What is the difference between DOC and DOCX?

DOC is the pre-2007 binary format (Compound File Binary, also called OLE storage). DOCX is the post-2007 Office Open XML format - essentially a ZIP file of XML parts. DOCX is faster, smaller, more reliable, and recoverable when partially corrupted; DOC is none of those things but remains backward-compatible.

More about converting DOC to HEIC

DOC is the binary Word format that dominated office computing from Word 97 through Word 2003, before OOXML and DOCX took over in 2007. The file is a Microsoft Compound File Binary container - the same OLE structure used by old XLS and PPT - holding text streams, formatting tables, and embedded objects in a notoriously fragile schema. Government agencies, family-court clerks, university registrars, and law firms with 20-year-old document archives still hand out DOC templates. Converting DOC to HEIC renders these legacy files as flat images in a modern, storage-efficient format that every current Apple device displays natively.

The format's quirks are legendary: hidden text, field codes, embedded macros, and AutoText entries can render unexpectedly depending on which version of Word last touched the file.
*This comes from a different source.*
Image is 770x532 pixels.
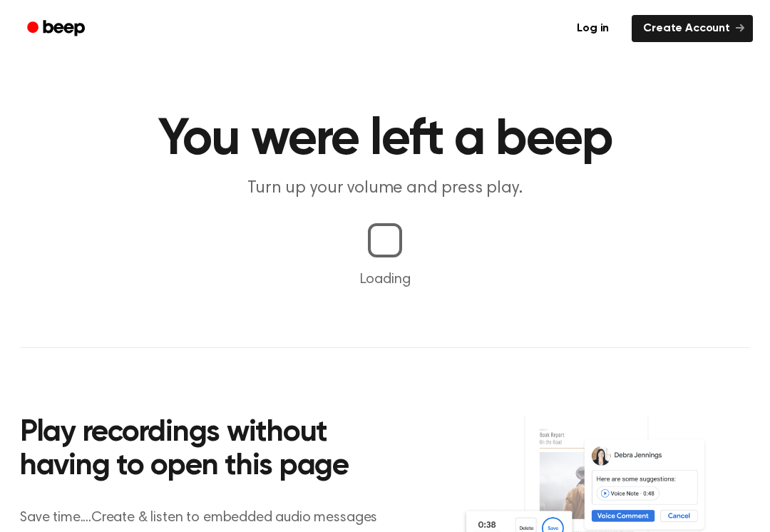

A DOC created in Word 97, edited in Word 2010, and opened in LibreOffice 7 will often show different line breaks across all three. Flattening to an image locks in one rendering and prevents downstream reflow surprises. HEIC does that at roughly half the file size of JPG output - a meaningful saving when digitizing a filing cabinet's worth of legacy pages into iCloud or a photo-library-based archive.

Typical legacy DOC files run 20KB-500KB for text documents, occasionally ballooning past 10MB when scanned images were pasted inline (the binary format stores them inefficiently). HEIC output is one image per page, typically 100-250KB at 150 DPI. Be deliberate about the destination: HEIC pages are perfect for Apple Photos, Notes, and iMessage, but court e-filing systems and Windows-based recipients need JPG or PDF - pair with HEIC to JPG for those. For modern Word files use DOCX to HEIC instead.

When you'd use this

Reasons to convert DOC to HEIC usually come down to compatibility, file-size, or specific feature requirements. Common situations:

  • An app or platform only accepts HEIC uploads.
  • You need a feature unique to HEIC (e.g. transparency, vector scaling, animation, multi-page pages, etc.) that DOC doesn't provide.
  • You're optimising file size — modern formats often produce smaller files than the older format you started with.
  • You need a single archival format across a project so files behave consistently in the same viewer.

How to do it in heic.now

  1. Open the DOC → HEIC tool on heic.now.
  2. Drag your DOC file onto the drop zone, or click Select files. You can drop a whole folder of files at once.
  3. The output is fixed to HEIC. If the format supports extra options (page size, transparency background, quality, EXIF stripping), tweak them in the right-hand panel.
  4. Click Convert. The job runs on our server and finishes in a few seconds for typical photos.
  5. Download the result. Files stay in storage for 24 hours and are then permanently deleted.

The entire flow is free for the first 10 jobs per day with no signup required. A free account doubles that quota; a premium plan removes the limit entirely.

Tips and common pitfalls

  • Open the DOC in current Word or LibreOffice first to confirm it actually opens - badly corrupted DOC files from the 1990s sometimes need WordPad or Word's Open and Repair feature to extract content.
  • If the DOC contains AutoText fields like {DATE} or {PAGE}, those resolve to today's date and current page numbers when rendered - update them before converting if you need the original values preserved.
  • Legacy DOC files often contain hidden personal information in the Summary properties (author, manager, company) - check File - Properties before converting if privacy matters.
  • For court exhibits or certified copies, HEIC is the wrong target - courts want PDF or JPG. Use HEIC for your own compact archive and convert selects to JPG for filing.
  • Macros do not execute during conversion - if your DOC relies on a macro to populate content, run it in Word first, then save and convert the resulting file.
Try the DOC → HEIC tool
Free, no signup required. Files deleted in 24 h.